Out and About

Hustlers review: Strippers, drugs and JLo

Hustlers checks every box you want. It's fun, it's funny, and it might very well be Jennifer Lopez's best role since she was locked in a trunk with George Clooney.

Posted Updated

By
Demetri Ravanos, Out
and
About contributor
RALEIGH, N.C. — Man, it has been a while since I have written about a movie. That is because with the Mission Valley Cinemas closing, the Triangle is having something of a crisis when it comes to theaters that can accommodate free preview screenings. Dine and recline theaters are great, but they are off limits to the studios for these events.
Those aren’t your problems though. You’re hear to find out if the JLo movie about stripper gangsters is any good. Let’s talk about Hustlers!

The movie starts in 2007 and follows the story of Dorothy (Crazy Rich Asians’ Constance Wu), a woman who turns to stripping to pay her bills and take care of her grandmother. She is beautiful, but can’t really dance and doesn’t really know how to manipulate men into parting with their cash.

That is where Ramona (Jennifer Lopez) comes in. We’re introduced to her with a pole dance number set to Fiona Apple’s “Criminal,” a song which should have a much better strip club presence. Ramona is the skilled veteran who knows every move on a pole and on a customer’s lap. She takes a liking to Dorothy and offers to partner up in an effort to help Dorothy make more money.

Soon, they are both taking home stacks of bills every night. Everything is taken care of. The club is thriving and so are they. Then the 2008 recession hits. It is an interesting turn in the plot of the movie. Not only does it get us to the more interesting parts of this story, but it also paints a picture of the trickle down effect that crash had. When you are a stripper at a club just off of Wall Street, it makes sense that business dries up when the market bottoms out.

The club survives, but most of the dancers go their own way. That is when Ramona and two former dancers (played respectively by Star’s Keke Palmer and Riverdale’s Lili Reinhart) come up with a plan to use MDMA and Ketamine as a sort of mind-erasing happy drug. They won’t be strippers anymore. They will be party girls, promoters that get men mind-altered drunk and convince them to spend like high rollers at a strip club. The girls and the club split the overall bill 50/50. Dorothy is eventually roped into the scheme as well and we have a crime family made up exclusively of sexy women.

I have to give credit to director and screenwriter Lorene Scafaria, Hustlers is legitimately funny and most of the humor comes from the script zagging right when it seemed like it was zigging too hard into taking itself seriously. There is a scene featuring Dorothy and Ramona testing their product that in an instant goes from eye-roll inducing to hilarious.

The script is also pretty complex. If you have friends or a significant other put off by the idea of going to see a movie about strippers, know that this isn’t Showgirls or even Striptease. At times, Hustlers feels like A Chorus Line. The “oh I hope I’m good enough” nature of those kinds of stories gives way to something akin to 2018’s Widows as we get into the crime spree at the heart of the story. There are even times when it feels like Hustlers is parodying that sketch Lisa Kudrow did at the MTV Movie Awards where the premise was every 90s girl power movie had to feature a scene where multiple women danced around in a kitchen while lip-syncing into a spatula. You should look this up. It was brilliant.

Overall the cast is strong. The only one I wasn’t all in on was Wu in the lead role. It’s not that she was bad by any means. I am just not sure when we decided the mom from Fresh Off the Boat was the wide-eyed innocent through which the audience would see every story Hollywood wanted to tell. I feel like there was a better choice there.

Hustlers is a pretty ideal September movie for a lot of reasons. First, crime capers are always fun. Second, the victims in this movies are all of the jerks that treated these women like garbage when they were strippers, so the revenge fantasy is alive and well. Finally, this is like a perfect comeback vehicle for Lopez. Sure, she has gotten work in recent years, but all of her projects have been stuff like her cop show Shades of Blue or last year’s Second Act with Leah Remini. They’re the kind of things that are fine, I guess, but really who cares? You forget about them the second you turn them off.

Hustlers checks every box you want. It’s fun, it’s funny, and it might very well be Jennifer Lopez’s best role since she was locked in a trunk with George Clooney.

Demetri Ravanos is a member of the N.C. Film Critics Association and has reviewed movies for Raleigh and Company, Military1.com and The Alan Kabel Radio Network.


→ **PROBLEM**:
From the data that follows, set down exactly the lines from the one with "Identify the location of div: 6." through the one with "Identify the location of img: Screenshot___1727703618088.png.", counting both. Pictures stay out.

→ **GIVEN RECORDS**:

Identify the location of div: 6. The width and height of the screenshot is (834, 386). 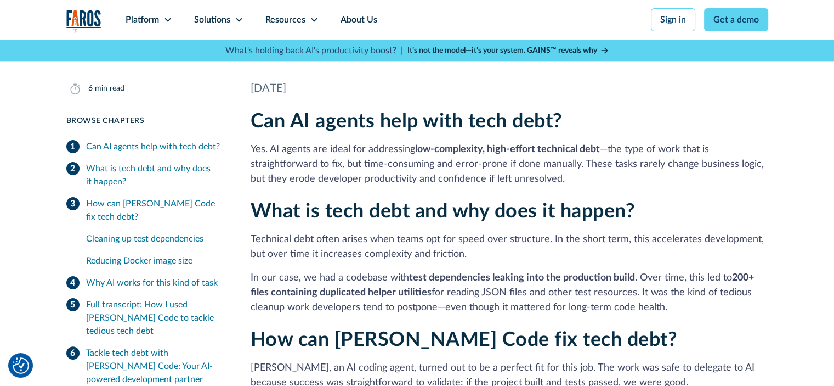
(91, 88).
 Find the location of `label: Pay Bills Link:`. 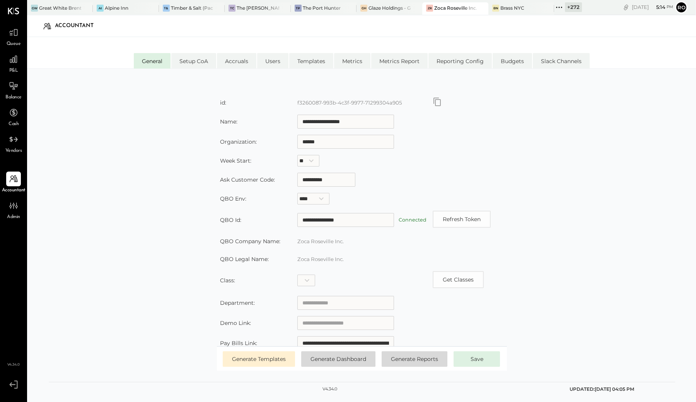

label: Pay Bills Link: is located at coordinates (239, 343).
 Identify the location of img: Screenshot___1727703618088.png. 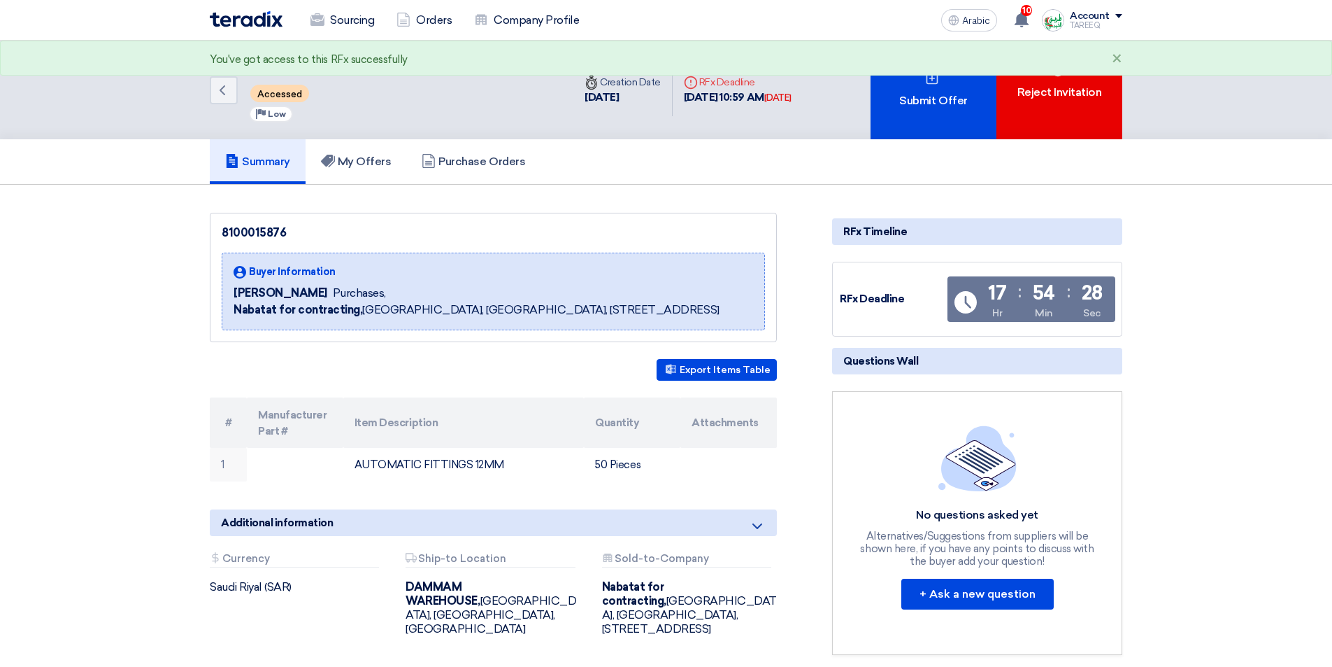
--
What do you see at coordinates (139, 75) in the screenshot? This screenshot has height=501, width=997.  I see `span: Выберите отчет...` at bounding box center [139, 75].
==
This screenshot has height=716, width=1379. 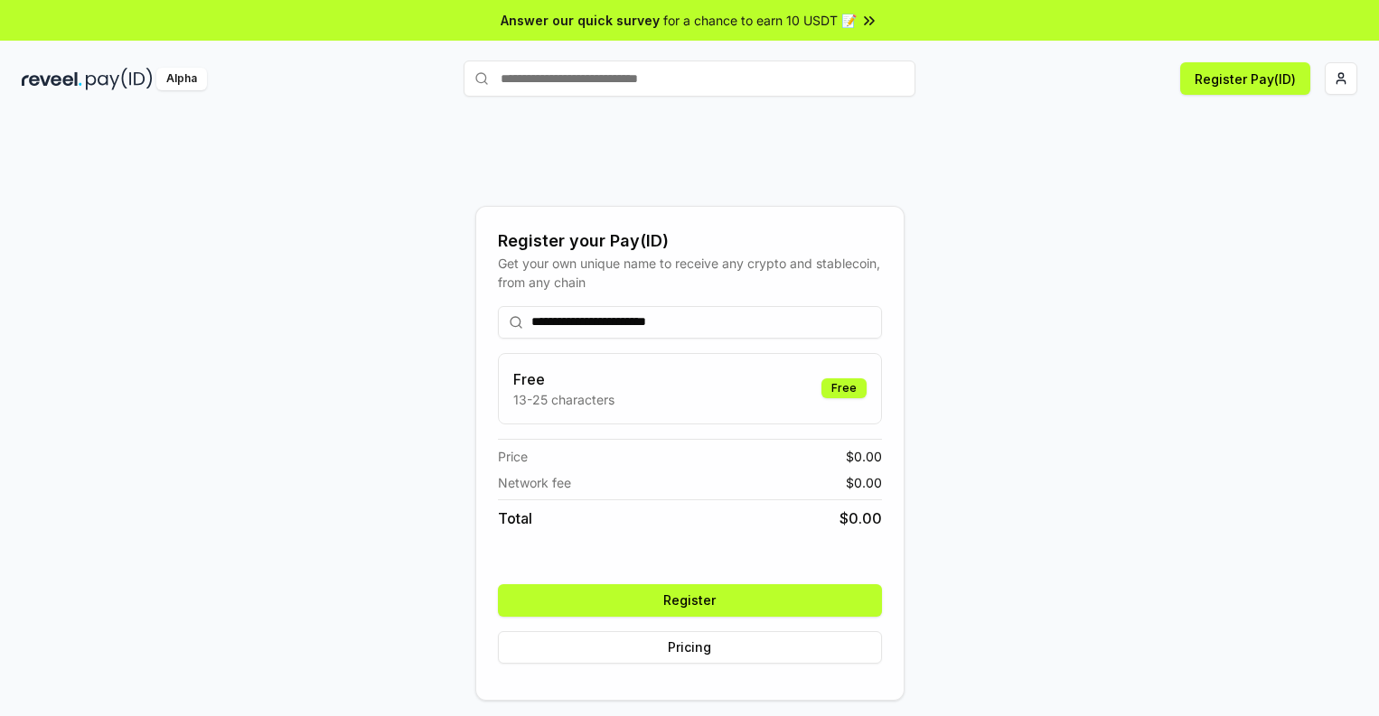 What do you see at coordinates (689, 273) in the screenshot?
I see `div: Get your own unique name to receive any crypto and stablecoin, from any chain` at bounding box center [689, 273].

→ **RESPONSE TO THE TASK**:
Identify the location of div: 6. The width and height of the screenshot is (834, 386). 
(91, 88).
 Find the location of `label: Pay Bills Link:`. 

label: Pay Bills Link: is located at coordinates (239, 343).
 Identify the location of img: Screenshot___1727703618088.png. 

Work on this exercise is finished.